Página 232 - ... for opinion, or at least for its expression, still exist by law; and their enforcement is not, even in these times, so unexampled as to make it at all incredible that they may some day be revived in full force. In the year 1857, at the summer assizes of the county of Cornwall, an unfortunate man," said to be of unexceptionable conduct in all relations of life, was sentenced to twenty-one months' imprisonment, for uttering, and writing on a gate, some offensive words concerning Christianity.
Página 264 - Human nature is not a machine to be built after a model, and set to do exactly the work prescribed for it, but a tree, which requires to grow and develop itself on all sides, according to the tendency of the inward forces which make it a living thing.
Página 256 - First, if any opinion is compelled to silence, that opinion may, for aught we can certainly know, be true. To deny this is to assume our own infallibility. Secondly, though the silenced opinion be an error, it may, and very commonly does, contain a portion of truth; and since the general or prevailing opinion on any object is rarely or never the whole truth, it is only by the collision of adverse opinions that the remainder of the truth has any chance of being supplied.
Página 214 - ... things which whenever it is obviously a man's duty to do, he may rightfully be made responsible to society for not doing.
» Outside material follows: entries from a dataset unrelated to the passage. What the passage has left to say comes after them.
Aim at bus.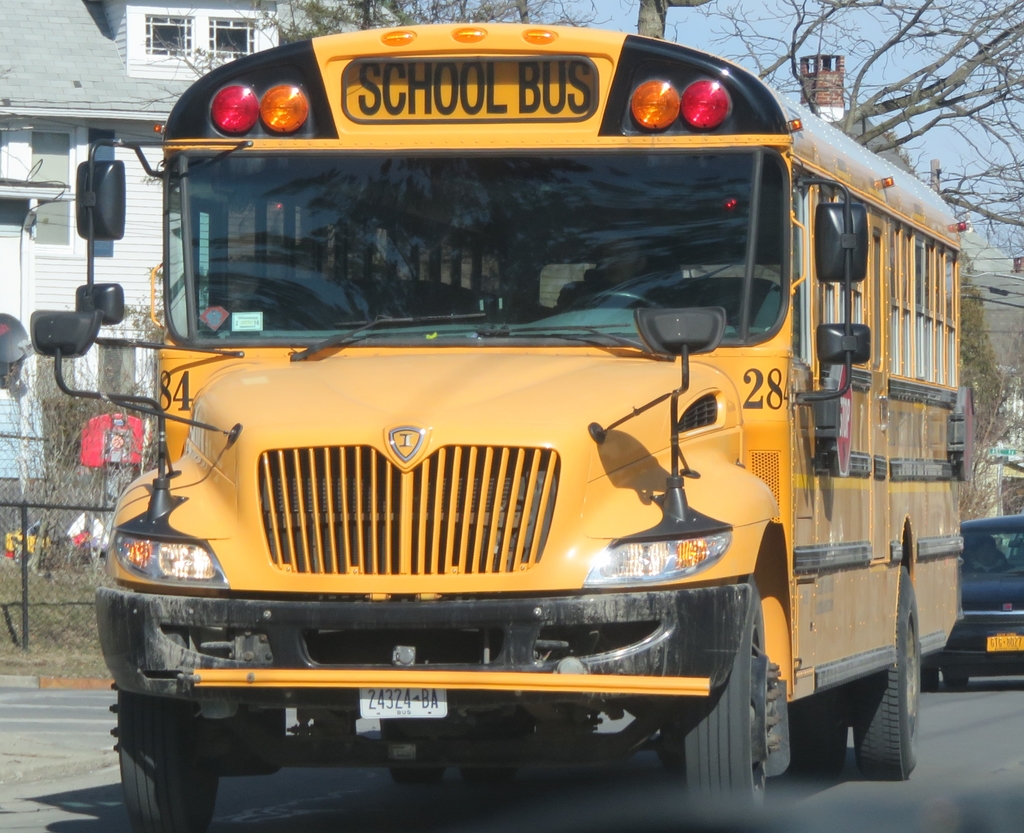
Aimed at (31, 15, 971, 832).
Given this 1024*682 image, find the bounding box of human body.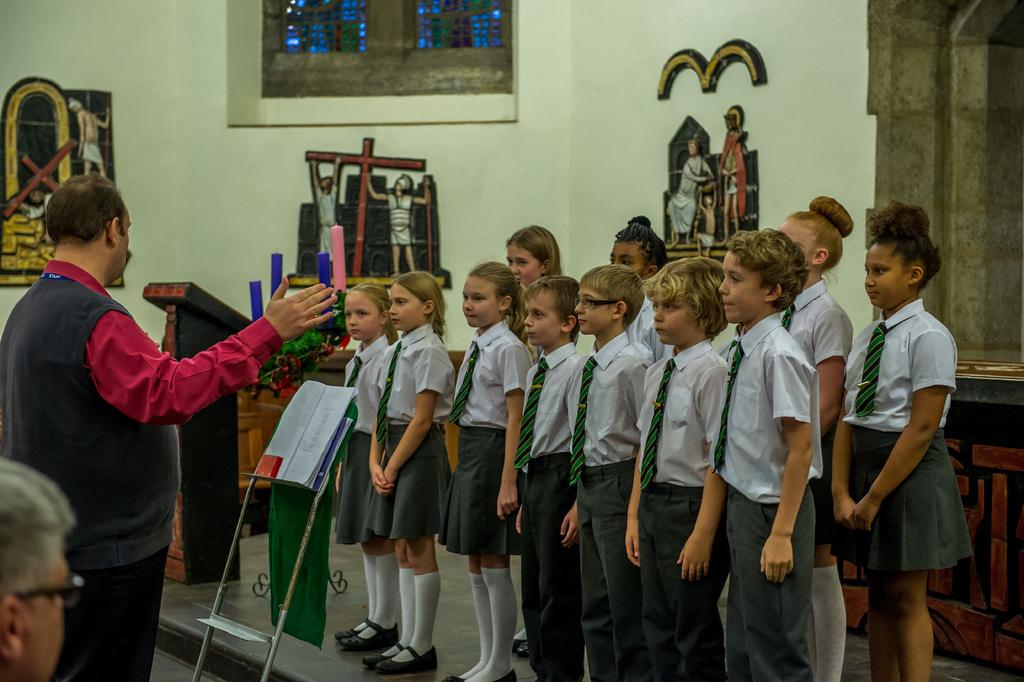
pyautogui.locateOnScreen(621, 251, 733, 681).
A person may cause evil to others not only by his actions but by his inaction, and in neither case he is justly accountable to them for the injury.
Página 307 - Again, there are many acts which, being directly injurious only to the agents themselves, ought not to be legally interdicted, but which, if done publicly, are a violation of good manners, and coming thus within the category of offences against others, may rightly be prohibited.